Sunday, July 3, 2011

A sunset of contradictions and denials

Life’s sunset brings contradictions that sees most us again ignoring, or denying, reality.


Growing old is
 somewhat different
 than how it is
protrayed by today's
 marketers.
Living on death’s doorstep brings truths that our materialistic marketers prefer to overlook as they set about selling old age as about increasingly good times, laughing and enjoying the company of friends in near ideal circumstances.
Those same marketers avoid any mention of deteriorating health and sell those sunset years as the best of your life, and for some they may be, but for many I have known, they were quite different.
Life was loaded with all the expected highs and lows, but beyond that the journey to old age looked satisfyingly predictable only to be overwhelmed by ill-health and a disorder that left the marketers’ promises in disarray.
An advertisement painting a cheerful and glowing picture of life in a retirement village peopled by an endlessly smiling and obviously healthy cast had just ended when I learned that an older extended family member had died.
He had never been among that “cast” as beyond a short spell in a retirement home, he had lived alone with his dog after the death of his wife from Alzheimer’s disease several years before that.

My father-in-law, a war veteran, in his late-eighties and a truly honourable gentleman, his missed completely the claimed joy of the sunset years as for years he was pre-occupied caring for his wife before she died with Alzheimer’s and now his  health is such that the care he was once so generous with is being equally devoted to him.
He had a brief interlude of happiness when he married again, but deteriorating health is seeing that bliss evaporate, and subsequently his sunset years have been, and are, quite unlike that the marketers promote.
This troubling dichotomy between what our sunset years really are and what’s marketed, promised, and expected, seems to be a product of the baby boomer ”me” generation that was born and raised, and now aged, in the years of plenty, leaving them with unattainable and unsustainable expectations.
Primed by a paradigm that has always promised, and delivered, more, the boomers, being archetypical consumers, look to maintain their hold on life’s largesse and so, without much thought, expect continuation of the comforts they have long enjoyed.
Living on death’s doorstep will be, beyond a few exceptions, challenging because of deteriorating health and the compounding difficulties brought on by age, and worsened in every sense by exhaustion of our finite world and the complexities of a burgeoning population.
Ageing, however, does bring an increase in wisdom, mostly, and, again mostly, an expanded understanding and application of patience, qualities that will be at a premium as we negotiate contradictions between promises and reality.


What you need to do
Pick out each line below containing "number".

:::

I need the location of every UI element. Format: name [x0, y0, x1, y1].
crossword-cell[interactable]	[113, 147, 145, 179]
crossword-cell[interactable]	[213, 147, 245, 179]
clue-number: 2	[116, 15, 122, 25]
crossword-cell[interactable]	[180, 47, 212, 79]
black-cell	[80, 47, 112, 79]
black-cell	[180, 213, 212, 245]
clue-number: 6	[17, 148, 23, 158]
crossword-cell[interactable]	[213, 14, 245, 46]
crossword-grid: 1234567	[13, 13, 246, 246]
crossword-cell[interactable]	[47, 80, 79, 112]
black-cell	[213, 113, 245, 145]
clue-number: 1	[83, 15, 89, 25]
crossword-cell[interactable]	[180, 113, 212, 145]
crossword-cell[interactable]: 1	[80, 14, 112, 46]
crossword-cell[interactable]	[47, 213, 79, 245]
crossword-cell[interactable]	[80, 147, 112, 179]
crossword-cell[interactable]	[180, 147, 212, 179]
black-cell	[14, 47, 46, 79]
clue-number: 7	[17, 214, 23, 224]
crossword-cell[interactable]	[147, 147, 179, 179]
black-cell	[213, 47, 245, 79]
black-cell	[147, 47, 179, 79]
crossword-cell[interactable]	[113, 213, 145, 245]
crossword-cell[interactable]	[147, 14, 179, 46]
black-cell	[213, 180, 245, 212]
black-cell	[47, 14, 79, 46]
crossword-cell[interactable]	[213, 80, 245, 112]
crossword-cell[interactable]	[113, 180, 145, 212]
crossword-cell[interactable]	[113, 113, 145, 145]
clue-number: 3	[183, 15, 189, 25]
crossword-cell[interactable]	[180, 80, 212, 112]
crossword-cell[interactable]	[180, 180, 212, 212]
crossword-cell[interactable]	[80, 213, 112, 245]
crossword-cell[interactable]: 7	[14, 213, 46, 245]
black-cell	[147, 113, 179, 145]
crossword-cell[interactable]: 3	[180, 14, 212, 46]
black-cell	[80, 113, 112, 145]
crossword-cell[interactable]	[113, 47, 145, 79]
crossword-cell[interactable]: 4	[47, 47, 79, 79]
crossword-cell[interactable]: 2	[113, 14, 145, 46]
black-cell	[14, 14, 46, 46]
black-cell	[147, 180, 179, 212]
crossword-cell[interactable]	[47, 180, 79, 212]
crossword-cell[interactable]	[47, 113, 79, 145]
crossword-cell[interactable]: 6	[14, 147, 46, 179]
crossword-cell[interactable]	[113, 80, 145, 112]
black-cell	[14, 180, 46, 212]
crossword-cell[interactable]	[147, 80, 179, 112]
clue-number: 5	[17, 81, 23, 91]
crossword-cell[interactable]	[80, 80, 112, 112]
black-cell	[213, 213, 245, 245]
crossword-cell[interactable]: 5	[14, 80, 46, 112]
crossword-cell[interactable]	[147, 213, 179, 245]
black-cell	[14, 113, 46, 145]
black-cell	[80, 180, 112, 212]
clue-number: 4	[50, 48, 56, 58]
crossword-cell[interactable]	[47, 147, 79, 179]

:::

Answer to the exercise
clue-number: 2	[116, 15, 122, 25]
clue-number: 6	[17, 148, 23, 158]
clue-number: 1	[83, 15, 89, 25]
clue-number: 7	[17, 214, 23, 224]
clue-number: 3	[183, 15, 189, 25]
clue-number: 5	[17, 81, 23, 91]
clue-number: 4	[50, 48, 56, 58]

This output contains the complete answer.